JEANNE D'ARC AU BÛCHER

HONEGGER

 

Sylvie Testud (Jeanne d’Arc) – (acting part), Eric Ruf (Frère Dominique) – (acting part), Mélanie Boisvert (La Vierge), Isabelle Cals (Marguerite), Marie-Nicole Lemieux (Catherine),  Eric Huchet (Une Voix 1/Porcus/Héraut I/Le Clerc), Nicolas Testé (Une Voix II/ Héraut II/Un autre paysan) 

Chœurs de l’Opéra National de Montpellier et d’Angers Nantes Opéra, Solistes et Chœurs d’Enfants Opéra Junior, Orchestre National de Montpellier LR c. Alain Altinoglu p.& d. Jean-Paul Scarpitta, video director Don Kent 

Accord - Universal Music France 442 918-1 (139 minutes)

Live recording 13 July 2006

 

I wondered if this ‘dramatic oratorio’ was outside the remit of an opera magazine, as solo singing is peripheral, yet it was a regular fixture at the Paris Opéra, notching up over one hundred performances in only twelve years after its belated premiere there in 1950. Arthur Honegger aspired to operatic success, yet considered the form passé; instead channeling his dramatic talents into a series of dramatic oratorios, the first of which, Le roi David (1921) established his international career and ran for three consecutive months.
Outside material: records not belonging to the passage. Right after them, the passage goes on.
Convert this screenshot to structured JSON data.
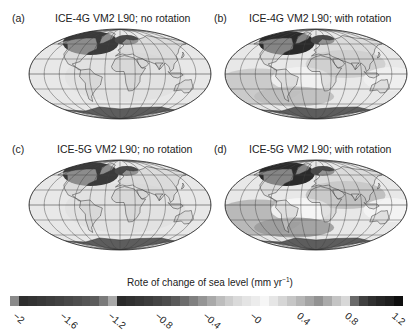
{
  "figure": {
    "panels": [
      {
        "label": "(a)",
        "title": "ICE-4G VM2 L90; no rotation",
        "rotation": false,
        "model": "ICE-4G"
      },
      {
        "label": "(b)",
        "title": "ICE-4G VM2 L90; with rotation",
        "rotation": true,
        "model": "ICE-4G"
      },
      {
        "label": "(c)",
        "title": "ICE-5G VM2 L90; no rotation",
        "rotation": false,
        "model": "ICE-5G"
      },
      {
        "label": "(d)",
        "title": "ICE-5G VM2 L90; with rotation",
        "rotation": true,
        "model": "ICE-5G"
      }
    ],
    "colorbar": {
      "title_main": "Rote of change of sea level (mm yr",
      "title_sup": "−1",
      "title_end": ")",
      "min": -2.0,
      "max": 1.2,
      "step": 0.08,
      "tick_labels": [
        "-2",
        "-1.6",
        "-1.2",
        "-0.8",
        "-0.4",
        "-0",
        "0.4",
        "0.8",
        "1.2"
      ],
      "cell_grays": [
        "#8a8a8a",
        "#2e2e2e",
        "#333333",
        "#383838",
        "#3d3d3d",
        "#424242",
        "#484848",
        "#4e4e4e",
        "#555555",
        "#5c5c5c",
        "#7a7a7a",
        "#a8a8a8",
        "#2a2a2a",
        "#303030",
        "#363636",
        "#3c3c3c",
        "#444444",
        "#4c4c4c",
        "#5a5a5a",
        "#6c6c6c",
        "#808080",
        "#959595",
        "#a9a9a9",
        "#bdbdbd",
        "#cdcdcd",
        "#dadada",
        "#e4e4e4",
        "#ececec",
        "#f6f6f6",
        "#e6e6e6",
        "#d6d6d6",
        "#c6c6c6",
        "#b6b6b6",
        "#a4a4a4",
        "#929292",
        "#aaaaaa",
        "#c4c4c4",
        "#d8d8d8",
        "#6a6a6a",
        "#404040",
        "#303030",
        "#262626",
        "#1e1e1e",
        "#0e0e0e"
      ]
    }
  },
  "chart_data": {
    "type": "heatmap",
    "subplots": [
      {
        "label": "(a)",
        "title": "ICE-4G VM2 L90; no rotation"
      },
      {
        "label": "(b)",
        "title": "ICE-4G VM2 L90; with rotation"
      },
      {
        "label": "(c)",
        "title": "ICE-5G VM2 L90; no rotation"
      },
      {
        "label": "(d)",
        "title": "ICE-5G VM2 L90; with rotation"
      }
    ],
    "colorbar_label": "Rote of change of sea level (mm yr−1)",
    "colorbar_range": [
      -2.0,
      1.2
    ],
    "colorbar_ticks": [
      -2,
      -1.6,
      -1.2,
      -0.8,
      -0.4,
      0,
      0.4,
      0.8,
      1.2
    ],
    "projection": "Mollweide",
    "grid": true
  }
}
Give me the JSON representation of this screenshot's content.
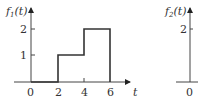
{
  "graphs": [
    {
      "id": "f1",
      "ylabel": "f",
      "ylabel_sub": "1",
      "ylabel_arg": "(t)",
      "xlabel": "t",
      "y_ticks": [
        "1",
        "2"
      ],
      "x_ticks": [
        "0",
        "2",
        "4",
        "6"
      ],
      "segments": [
        {
          "t0": 0,
          "t1": 2,
          "value": 0
        },
        {
          "t0": 2,
          "t1": 4,
          "value": 1
        },
        {
          "t0": 4,
          "t1": 6,
          "value": 2
        },
        {
          "t0": 6,
          "t1": 7,
          "value": 0
        }
      ]
    },
    {
      "id": "f2",
      "ylabel": "f",
      "ylabel_sub": "2",
      "ylabel_arg": "(t)",
      "y_ticks": [
        "2"
      ],
      "x_ticks": [
        "0"
      ]
    }
  ],
  "colors": {
    "line": "#333333",
    "axis": "#555555"
  }
}
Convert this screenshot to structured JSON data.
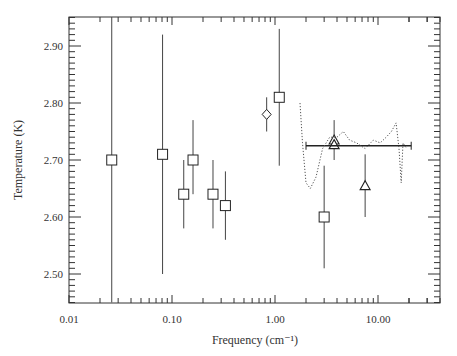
{
  "chart_data": {
    "type": "scatter",
    "title": "",
    "xlabel": "Frequency (cm⁻¹)",
    "ylabel": "Temperature (K)",
    "xscale": "log",
    "xlim": [
      0.01,
      40
    ],
    "ylim": [
      2.45,
      2.97
    ],
    "x_ticks": [
      "0.01",
      "0.10",
      "1.00",
      "10.00"
    ],
    "y_ticks": [
      "2.50",
      "2.60",
      "2.70",
      "2.80",
      "2.90"
    ],
    "grid": false,
    "legend": null,
    "series": [
      {
        "name": "squares",
        "marker": "square",
        "points": [
          {
            "x": 0.026,
            "y": 2.7,
            "ylo": 2.45,
            "yhi": 2.97
          },
          {
            "x": 0.081,
            "y": 2.71,
            "ylo": 2.5,
            "yhi": 2.92
          },
          {
            "x": 0.13,
            "y": 2.64,
            "ylo": 2.58,
            "yhi": 2.7
          },
          {
            "x": 0.16,
            "y": 2.7,
            "ylo": 2.64,
            "yhi": 2.77
          },
          {
            "x": 0.25,
            "y": 2.64,
            "ylo": 2.58,
            "yhi": 2.7
          },
          {
            "x": 0.33,
            "y": 2.62,
            "ylo": 2.56,
            "yhi": 2.68
          },
          {
            "x": 1.1,
            "y": 2.81,
            "ylo": 2.69,
            "yhi": 2.93
          },
          {
            "x": 3.0,
            "y": 2.6,
            "ylo": 2.51,
            "yhi": 2.69
          }
        ]
      },
      {
        "name": "diamond",
        "marker": "diamond",
        "points": [
          {
            "x": 0.83,
            "y": 2.78,
            "ylo": 2.75,
            "yhi": 2.81
          }
        ]
      },
      {
        "name": "triangles",
        "marker": "triangle",
        "points": [
          {
            "x": 3.75,
            "y": 2.735,
            "ylo": 2.7,
            "yhi": 2.77
          },
          {
            "x": 3.75,
            "y": 2.727,
            "ylo": 2.72,
            "yhi": 2.73
          },
          {
            "x": 7.5,
            "y": 2.655,
            "ylo": 2.6,
            "yhi": 2.71
          }
        ]
      },
      {
        "name": "horizontal-band",
        "marker": "hbar",
        "points": [
          {
            "x": 3.75,
            "y": 2.725,
            "xlo": 2.0,
            "xhi": 21.0
          }
        ]
      },
      {
        "name": "dotted-spectrum",
        "marker": "dotted-line",
        "points": [
          {
            "x": 1.75,
            "y": 2.8
          },
          {
            "x": 1.85,
            "y": 2.73
          },
          {
            "x": 2.0,
            "y": 2.66
          },
          {
            "x": 2.2,
            "y": 2.65
          },
          {
            "x": 2.5,
            "y": 2.67
          },
          {
            "x": 2.9,
            "y": 2.72
          },
          {
            "x": 3.4,
            "y": 2.74
          },
          {
            "x": 4.0,
            "y": 2.74
          },
          {
            "x": 4.6,
            "y": 2.75
          },
          {
            "x": 5.3,
            "y": 2.735
          },
          {
            "x": 6.2,
            "y": 2.73
          },
          {
            "x": 7.5,
            "y": 2.72
          },
          {
            "x": 9.0,
            "y": 2.735
          },
          {
            "x": 10.5,
            "y": 2.73
          },
          {
            "x": 12.0,
            "y": 2.74
          },
          {
            "x": 13.5,
            "y": 2.75
          },
          {
            "x": 15.0,
            "y": 2.765
          },
          {
            "x": 16.0,
            "y": 2.72
          },
          {
            "x": 16.8,
            "y": 2.66
          },
          {
            "x": 17.5,
            "y": 2.73
          },
          {
            "x": 19.0,
            "y": 2.72
          }
        ]
      }
    ]
  }
}
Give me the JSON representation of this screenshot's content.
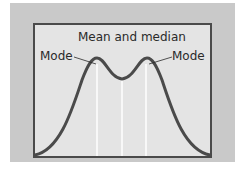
{
  "diagram": {
    "title": "Mean and median",
    "labels": {
      "mode_left": "Mode",
      "mode_right": "Mode"
    },
    "curve": {
      "type": "bimodal distribution",
      "stroke_color": "#4a4a4a",
      "stroke_width": 3
    },
    "marker_lines": {
      "color": "#ffffff",
      "count": 3,
      "meaning": [
        "mode",
        "mean and median",
        "mode"
      ]
    },
    "colors": {
      "panel_background": "#c9c9c9",
      "plot_background": "#e4e4e4",
      "frame_border": "#4a4a4a"
    }
  }
}
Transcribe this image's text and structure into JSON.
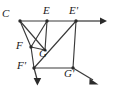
{
  "figure": {
    "type": "line-diagram",
    "background_color": "#ffffff",
    "stroke_color": "#3a3a3a",
    "label_color": "#1a1a1a"
  },
  "vertices": [
    {
      "id": "C",
      "label": "C",
      "x": 20,
      "y": 21,
      "label_x": 3,
      "label_y": 9,
      "dot": true
    },
    {
      "id": "E",
      "label": "E",
      "x": 47,
      "y": 21,
      "label_x": 43,
      "label_y": 6,
      "dot": true
    },
    {
      "id": "Ep",
      "label": "E'",
      "x": 76,
      "y": 21,
      "label_x": 70,
      "label_y": 6,
      "dot": true
    },
    {
      "id": "F",
      "label": "F",
      "x": 31,
      "y": 47,
      "label_x": 17,
      "label_y": 41,
      "dot": true
    },
    {
      "id": "G",
      "label": "G",
      "x": 45,
      "y": 50,
      "label_x": 40,
      "label_y": 48,
      "dot": true
    },
    {
      "id": "Fp",
      "label": "F'",
      "x": 34,
      "y": 68,
      "label_x": 18,
      "label_y": 61,
      "dot": true
    },
    {
      "id": "Gp",
      "label": "G'",
      "x": 73,
      "y": 68,
      "label_x": 65,
      "label_y": 68,
      "dot": true
    }
  ],
  "edges": [
    {
      "name": "C-E",
      "from": "C",
      "to": "E"
    },
    {
      "name": "E-Ep",
      "from": "E",
      "to": "Ep"
    },
    {
      "name": "C-F",
      "from": "C",
      "to": "F"
    },
    {
      "name": "C-G",
      "from": "C",
      "to": "G"
    },
    {
      "name": "E-F",
      "from": "E",
      "to": "F"
    },
    {
      "name": "E-G",
      "from": "E",
      "to": "G"
    },
    {
      "name": "F-G",
      "from": "F",
      "to": "G"
    },
    {
      "name": "F-Fp",
      "from": "F",
      "to": "Fp"
    },
    {
      "name": "Fp-Gp",
      "from": "Fp",
      "to": "Gp"
    },
    {
      "name": "Ep-Gp",
      "from": "Ep",
      "to": "Gp"
    },
    {
      "name": "Ep-Fp",
      "from": "Ep",
      "to": "Fp"
    }
  ],
  "rays": [
    {
      "name": "ray-right",
      "from": "Ep",
      "to_x": 106,
      "to_y": 21
    },
    {
      "name": "ray-down-left",
      "from": "Fp",
      "to_x": 38,
      "to_y": 84
    },
    {
      "name": "ray-down-right",
      "from": "Gp",
      "to_x": 98,
      "to_y": 84
    }
  ],
  "labels": {
    "C": "C",
    "E": "E",
    "E_prime": "E'",
    "F": "F",
    "G": "G",
    "F_prime": "F'",
    "G_prime": "G'"
  }
}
Jeanne d’Arc au bûcher (1939) took a while to achieve its full form – the substantial prologue was added after it had been widely performed, at the request of Paul Claudel, to hammer home the message of intolerance in troubled times, (this production emphasizes this with film footage of the Occupation) and the full version was first heard after the Liberation in 1947.

 

This is an exemplary issue, that comes with exhaustive notes about the piece’s inception and a documentary that replays and fillets the piece, interlarded with comments, guidance and insights from the Jeanne, the conductor and director, Jean-Paul Scarpitta. He is particularly compelling articulating how the music frees Jeanne d’Arc’s inner life from the constraints of Claudel’s poem, and it is obvious from the total focus of the production, that he trusts the music completely. He does not gussy the piece along when it takes its time, and this confidence results in an absorbing experience that compels throughout its 70 minute span. Visuals are sparse, but telling, with coups de theatre ­a-plenty. The problem of a static oratorio chorus is managed brilliantly. The video direction is unfailingly sensitive, so that when curtain calls occur, it is a jolt – the stage has somehow been transcended. Sylvie Testud and Eric Ruf - both highly accomplished stage and film actors - are in their very different ways, totally compelling, and deal well with the text, which has moments of affect and obscurity that some may find trying.

 

Alain Altinoglu, who has an impressive track-record in opera houses world-wide for one so young, gives a nuanced and fluent reading, and the Montpellier forces are impressive, and the chorus acquits itself well, negotiating Honegger’s dense textures and tricky intonation with ease. Some of the heavenly voices sound rather mortal, but these are fleeting. I suppose Honegger is an unfashionable figure, and there are a few moments of religious uplift that have been tarnished through appropriation by Hollywood, yet the score’s contrasts of extreme dissonance and sugar place it squarely in the twentieth century French religious music pantheon with Poulenc and Messiaen, even though the sound-world is maybe closer to Vaughan-Williams. It is good to hear the ondes-martinot descend from its Messiaenic heaven to depict howling dogs, farting donkeys and more. However eclectic, the score sounds composed in a single breath; an organic entity that this expert production reflects. Highly recommended.